(Stored dataset items)
Segment Open

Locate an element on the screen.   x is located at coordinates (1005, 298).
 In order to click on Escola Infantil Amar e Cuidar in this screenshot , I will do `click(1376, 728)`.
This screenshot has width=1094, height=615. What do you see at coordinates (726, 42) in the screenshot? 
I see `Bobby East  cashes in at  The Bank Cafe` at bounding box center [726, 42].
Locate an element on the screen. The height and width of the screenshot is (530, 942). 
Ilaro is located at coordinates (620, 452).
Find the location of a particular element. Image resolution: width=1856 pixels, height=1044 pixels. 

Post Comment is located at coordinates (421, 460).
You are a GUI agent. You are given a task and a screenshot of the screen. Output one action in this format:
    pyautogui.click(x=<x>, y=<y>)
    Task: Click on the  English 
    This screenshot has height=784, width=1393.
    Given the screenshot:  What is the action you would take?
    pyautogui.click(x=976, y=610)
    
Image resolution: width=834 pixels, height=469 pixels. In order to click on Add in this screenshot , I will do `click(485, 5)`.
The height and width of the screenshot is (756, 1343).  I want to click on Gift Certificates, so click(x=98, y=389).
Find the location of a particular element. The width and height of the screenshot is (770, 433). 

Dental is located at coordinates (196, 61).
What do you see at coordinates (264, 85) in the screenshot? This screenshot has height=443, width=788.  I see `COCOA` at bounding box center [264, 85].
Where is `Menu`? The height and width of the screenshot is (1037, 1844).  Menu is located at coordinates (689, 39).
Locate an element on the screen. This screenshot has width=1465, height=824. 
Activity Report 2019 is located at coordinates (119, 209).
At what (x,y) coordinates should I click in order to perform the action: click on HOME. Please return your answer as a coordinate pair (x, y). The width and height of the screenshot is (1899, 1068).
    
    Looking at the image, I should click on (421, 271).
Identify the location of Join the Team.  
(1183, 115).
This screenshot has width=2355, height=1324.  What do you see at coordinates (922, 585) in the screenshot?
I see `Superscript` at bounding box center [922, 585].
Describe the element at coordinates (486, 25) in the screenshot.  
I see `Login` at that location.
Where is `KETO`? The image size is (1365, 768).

Segment Closed

◆ Task goal: For each record above, print an exact copy.

◆ Your response:
Locate an element on the screen.   x is located at coordinates (1005, 298).
 In order to click on Escola Infantil Amar e Cuidar in this screenshot , I will do `click(1376, 728)`.
This screenshot has width=1094, height=615. What do you see at coordinates (726, 42) in the screenshot? 
I see `Bobby East  cashes in at  The Bank Cafe` at bounding box center [726, 42].
Locate an element on the screen. The height and width of the screenshot is (530, 942). 
Ilaro is located at coordinates (620, 452).
Find the location of a particular element. Image resolution: width=1856 pixels, height=1044 pixels. 

Post Comment is located at coordinates (421, 460).
You are a GUI agent. You are given a task and a screenshot of the screen. Output one action in this format:
    pyautogui.click(x=<x>, y=<y>)
    Task: Click on the  English 
    This screenshot has height=784, width=1393.
    Given the screenshot:  What is the action you would take?
    pyautogui.click(x=976, y=610)
    
Image resolution: width=834 pixels, height=469 pixels. In order to click on Add in this screenshot , I will do `click(485, 5)`.
The height and width of the screenshot is (756, 1343).  I want to click on Gift Certificates, so click(x=98, y=389).
Find the location of a particular element. The width and height of the screenshot is (770, 433). 

Dental is located at coordinates (196, 61).
What do you see at coordinates (264, 85) in the screenshot? This screenshot has height=443, width=788.  I see `COCOA` at bounding box center [264, 85].
Where is `Menu`? The height and width of the screenshot is (1037, 1844).  Menu is located at coordinates (689, 39).
Locate an element on the screen. This screenshot has width=1465, height=824. 
Activity Report 2019 is located at coordinates (119, 209).
At what (x,y) coordinates should I click in order to perform the action: click on HOME. Please return your answer as a coordinate pair (x, y). The width and height of the screenshot is (1899, 1068).
    
    Looking at the image, I should click on (421, 271).
Identify the location of Join the Team.  
(1183, 115).
This screenshot has width=2355, height=1324.  What do you see at coordinates (922, 585) in the screenshot?
I see `Superscript` at bounding box center [922, 585].
Describe the element at coordinates (486, 25) in the screenshot.  
I see `Login` at that location.
Where is `KETO`? The image size is (1365, 768).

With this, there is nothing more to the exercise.